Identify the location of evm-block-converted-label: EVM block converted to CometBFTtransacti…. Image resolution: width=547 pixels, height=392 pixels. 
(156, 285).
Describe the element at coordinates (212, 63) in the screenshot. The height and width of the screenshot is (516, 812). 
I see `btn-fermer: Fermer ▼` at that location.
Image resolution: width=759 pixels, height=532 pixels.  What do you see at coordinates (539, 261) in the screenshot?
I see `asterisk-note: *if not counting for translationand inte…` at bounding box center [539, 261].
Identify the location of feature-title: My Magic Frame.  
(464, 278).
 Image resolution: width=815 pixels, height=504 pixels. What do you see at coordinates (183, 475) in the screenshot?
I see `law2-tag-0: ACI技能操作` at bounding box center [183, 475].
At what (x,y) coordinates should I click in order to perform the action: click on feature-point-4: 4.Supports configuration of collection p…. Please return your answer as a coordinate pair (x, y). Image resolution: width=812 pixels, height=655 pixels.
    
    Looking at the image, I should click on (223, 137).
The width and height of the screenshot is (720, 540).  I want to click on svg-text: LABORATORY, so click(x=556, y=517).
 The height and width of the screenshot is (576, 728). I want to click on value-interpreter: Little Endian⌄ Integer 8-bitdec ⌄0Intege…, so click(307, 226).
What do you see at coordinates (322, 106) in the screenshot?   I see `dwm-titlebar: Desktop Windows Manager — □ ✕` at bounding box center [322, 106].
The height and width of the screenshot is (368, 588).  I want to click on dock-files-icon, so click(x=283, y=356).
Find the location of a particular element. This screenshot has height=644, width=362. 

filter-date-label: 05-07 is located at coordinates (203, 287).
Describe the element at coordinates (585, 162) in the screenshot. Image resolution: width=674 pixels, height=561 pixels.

▬▬▬

(ASSIGNMENT):
Extract each line of the material exactly as it stands.

(TASK RESULT):
Identify the location of evm-block-converted-label: EVM block converted to CometBFTtransacti…. Image resolution: width=547 pixels, height=392 pixels. 
(156, 285).
Describe the element at coordinates (212, 63) in the screenshot. The height and width of the screenshot is (516, 812). 
I see `btn-fermer: Fermer ▼` at that location.
Image resolution: width=759 pixels, height=532 pixels.  What do you see at coordinates (539, 261) in the screenshot?
I see `asterisk-note: *if not counting for translationand inte…` at bounding box center [539, 261].
Identify the location of feature-title: My Magic Frame.  
(464, 278).
 Image resolution: width=815 pixels, height=504 pixels. What do you see at coordinates (183, 475) in the screenshot?
I see `law2-tag-0: ACI技能操作` at bounding box center [183, 475].
At what (x,y) coordinates should I click in order to perform the action: click on feature-point-4: 4.Supports configuration of collection p…. Please return your answer as a coordinate pair (x, y). Image resolution: width=812 pixels, height=655 pixels.
    
    Looking at the image, I should click on (223, 137).
The width and height of the screenshot is (720, 540).  I want to click on svg-text: LABORATORY, so click(x=556, y=517).
 The height and width of the screenshot is (576, 728). I want to click on value-interpreter: Little Endian⌄ Integer 8-bitdec ⌄0Intege…, so click(307, 226).
What do you see at coordinates (322, 106) in the screenshot?   I see `dwm-titlebar: Desktop Windows Manager — □ ✕` at bounding box center [322, 106].
The height and width of the screenshot is (368, 588).  I want to click on dock-files-icon, so click(x=283, y=356).
Find the location of a particular element. This screenshot has height=644, width=362. 

filter-date-label: 05-07 is located at coordinates (203, 287).
Describe the element at coordinates (585, 162) in the screenshot. Image resolution: width=674 pixels, height=561 pixels.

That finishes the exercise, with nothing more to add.